A Russian disinformation campaign targeted Israel and American Jews in a bid to weaken support for Ukraine, including by creating a fake version of a Jewish newspaper, the U.S. Department of Justice has announced.
The sites and accounts aimed at Jews were part of a broader Russian propaganda effort that involved 32 internet domains and stretched into Mexico and Germany as well as the United States and Israel. According to a Justice Department statement, the campaign had the “aim of reducing international support for Ukraine, bolstering pro-Russian policies and interests, and influencing voters in U.S. and foreign elections, including the U.S. 2024 Presidential Election.”
The FBI’s Philadelphia Field Office is investigating this case, which the Justice Department announced on Thursday as part of a broad effort to head off potential Russian influence in the U.S. election in November. U.S. intelligence officials have assessed that the Russians want Republican Donald Trump to win.
According to an affidavit by an anonymous FBI field agent, the campaign included instructions for a plan called “The Comprehensive Information Outreach Project in Israel (and also Jewish Community Outreach in the US).”
Those plans, according to the field agent, disseminated Russian propaganda across multiple web domains, including some that mimicked genuine news websites, such as the Washington Post and the Forward, a Jewish publication (and syndication client of the Jewish Telegraphic Agency).
The campaign included “Work with Israeli influencers,” activity across online platforms and “an operation involving the widespread posting of social media comments impersonating Israelis,” according to the affidavit.
An attached five-page memo said that Israel’s deep political polarization, primarily over the right-wing government’s proposed judicial overhaul last year, made the country especially susceptible to Russian influence operations. The goal, the memo said, was to “rip Israel out of the general Western anti-Russian agenda,” in part by portraying Ukraine’s government and its Jewish president, Volodymyr Zelensky, as neo-Nazis — an allegation Russia has peddled since invading Ukraine in 2022.
“Under current circumstances, these goals could be achieved in a relatively short term, relying on forces that in fact exist within the country as well as in the Jewish diaspora in the United States,” the memo said. “Based on this, the key indicator of the effectiveness of the project will be an increase in the number of Israeli citizens supporting Russia in the fight against Nazism.”
The plan also laid out exactly how often its team should post on different platforms: memes or caricatures should be posted three times a day, while video clips should be shared three times a week. And it hoped its work in Israel would ripple out to exacerbate divisions among American Jews.
“It is also obvious that the Jewish population of the US is divided with regards to the issues of Ukraine and Israel, just as the population of Israel itself,” the document says. “Influencing the public opinion of Israel will impact the public opinion of Jewish voters in the US prior to the 2024 Presidential Elections.”
This is not the first time Jews have been ensnared in Russian disinformation efforts. A 2020 study found that Russian trolls played a role in stoking antisemitism during tense moments in the United States. Investigations of Russian interference in the 2016 election often embroiled Russian Jewish oligarchs as well as figures such as Jared Kushner, Donald Trump’s son-in-law and adviser.
Russian campaigns have continued to rattle Jews: During the Paris Olympics, a viral video seemed to show a Hamas fighter threatening “rivers of blood” at the games. It was in fact produced by a Russian disinformation outlet.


PROMPT> Please give back word for word the lines below, from the first one through the one with "Task: Click on".

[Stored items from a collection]
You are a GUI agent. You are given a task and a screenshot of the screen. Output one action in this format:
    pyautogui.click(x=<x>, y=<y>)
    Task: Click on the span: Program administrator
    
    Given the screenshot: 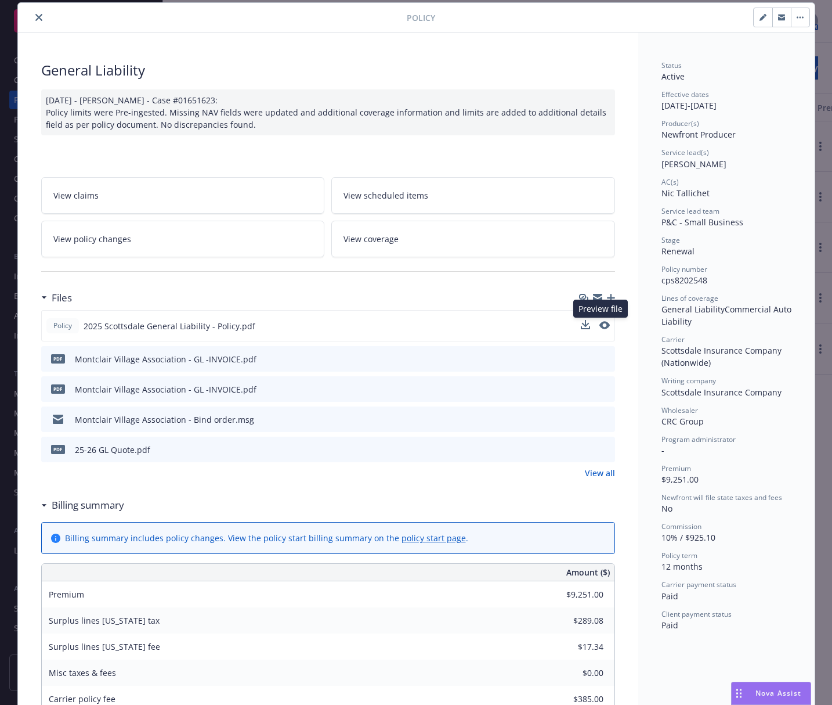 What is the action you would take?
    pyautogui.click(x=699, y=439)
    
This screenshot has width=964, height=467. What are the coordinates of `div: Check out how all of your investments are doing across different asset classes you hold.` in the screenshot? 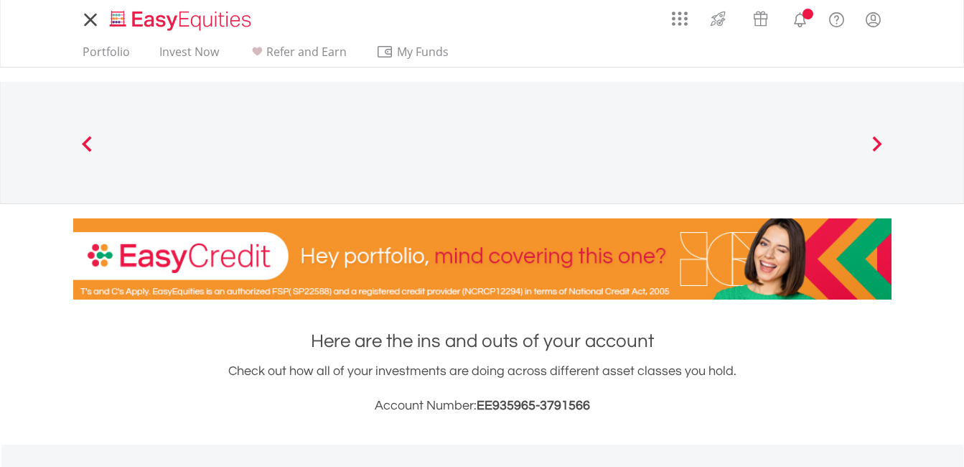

RESPONSE BELOW>
You are a GUI agent. You are given a task and a screenshot of the screen. Output one action in this format:
    pyautogui.click(x=<x>, y=<y>)
    Task: Click on the span: Program administrator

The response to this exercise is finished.